Forget everything I said about birds. I went to the Jamaica Bay Wildlife Refuge with some serious birders out of Connecticut over the weekend. They toted the Sibley Field Guide to Birds of Eastern North America and gigantic binoculars and huge monocular spotting scopes on tripods, and wore floppy hats and spray-on Off!, and at least one of them had a special vest with net pockets over the buttocks for her water bottle and field guide. It is certain that what I thought all along was a skimmer (because of the way it flies low over the water with its beak open, skimming the tiny foodstuffs off the surface) is an oystercatcher (its beak is orange right to the tip; the skimmer’s beak has a black tip), and what I have taken for piping plovers, those little birds that run back and forth on the beach, are most likely sanderlings (the plovers are plumper and have a ring around the neck). So I am still on the lookout for the piping plover, but I like sanderlings and am glad they're not endangered.

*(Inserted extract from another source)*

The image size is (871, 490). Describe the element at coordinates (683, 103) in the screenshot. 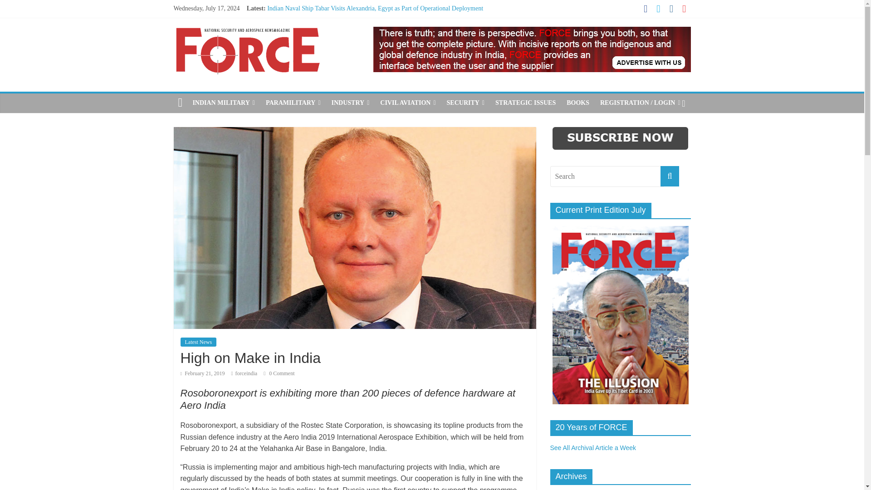

I see `View a random post` at that location.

At the last minute, I was joined on this excursion by my evil twin, and so, though I tried to behave, the avidity of the type of birder who keeps a life list struck me forcibly as absurd. Here is what my life list looks like: Birds–check. My evil twin’s life list is more extensive: Big ducks, Little ducks–check, check. The leader never spoke directly to anyone: he was always scanning the treetops, his attention snapping away as if he were afflicted by some birder’s version of attention-deficit disorder, and saying things like “Cedar waxwing at two o’clock” and “That was a yellow-tailed warbler—actually, it was a tail-less yellow-tailed warbler.” At one point, in a blind from which voyeurs had spotted a pair of doves and a muskrat, the leader was making an expert birdcall to attract something, and my evil twin almost split her sides because she wanted so badly to say, "I hear it, but I don't see it."

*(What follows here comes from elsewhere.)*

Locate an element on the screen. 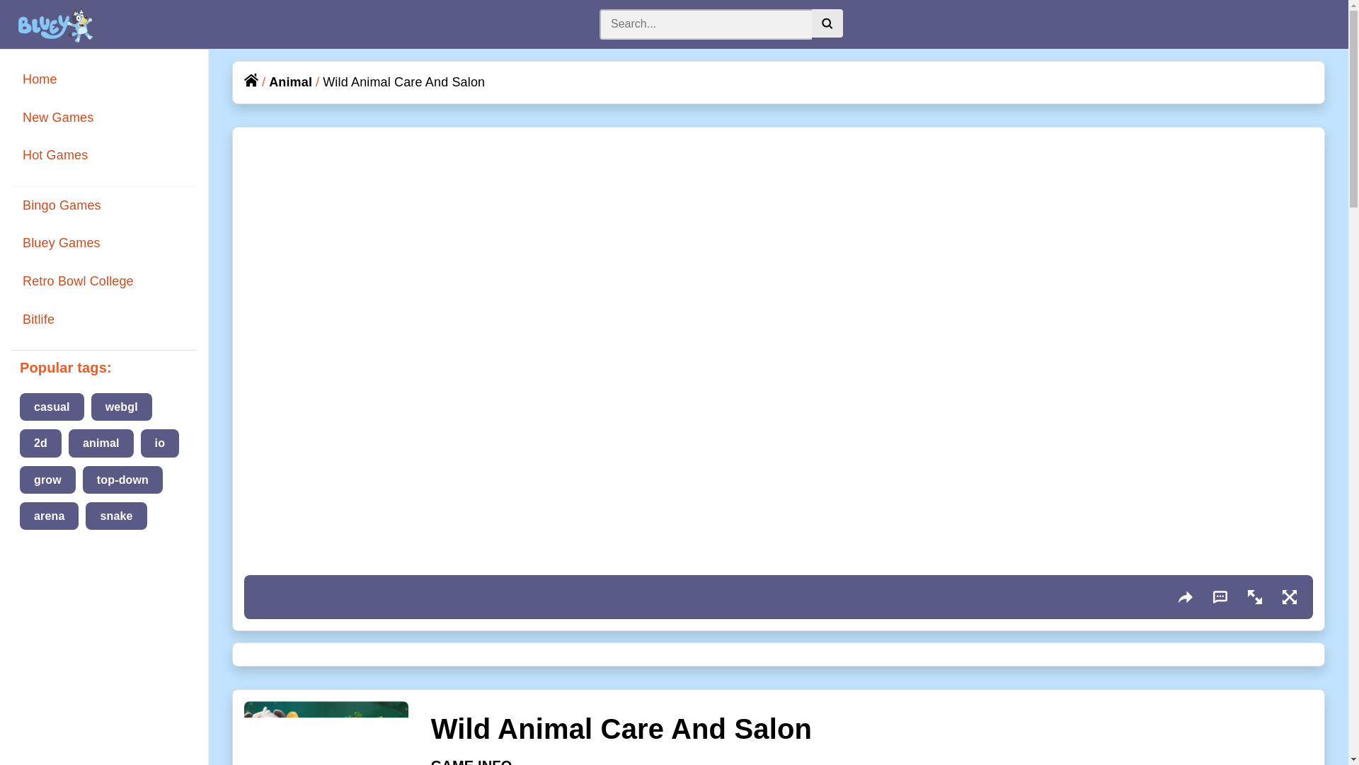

I saw a green heron, and a soro, and a semipalmated plover, and I learned that a passerine bird is not, as I thought, a bird that is just passing through but a sparrow (it’s from the Latin). The birders got excited about birds I see all the time: There were snowy egrets, of course, roosting, fishing, flapping their big sail-like wings in flight; and cormorants; and ducks and geese (which my mother used to call “long-necked ducks”). There were terns wheeling, their wings sharply angular (though I cannot distinguish the least tern), and laughing gulls, with their distinct black heads and heartless cry: Hah Hah Hah Hah Hah Hah Hah! Later, on the beach, we noticed one rather aristocratic-looking gull slumming among a flock of herring gulls competing for Cheetos—a Bonaparte?

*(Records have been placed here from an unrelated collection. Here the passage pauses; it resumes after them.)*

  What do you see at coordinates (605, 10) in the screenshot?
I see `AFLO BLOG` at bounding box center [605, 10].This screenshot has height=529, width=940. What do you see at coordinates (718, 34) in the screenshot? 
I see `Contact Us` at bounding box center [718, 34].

So I have made fun of the bird-lovers and the bird-haters. I’m sure that somewhere in the great pecking order of the universe, some big bird is making fun of me. Hah Hah Hah Hah Hah Hah Hah!

2 comments:

mary grimm said...

Your evil twin is a force to be reckoned with! And also good company.

susan grimm said...

I always want to know the names of things. Maybe I should go on a birder trip, and a tree-er trip, and a flower-er trip. My evil twin usually keeps her mouth shut.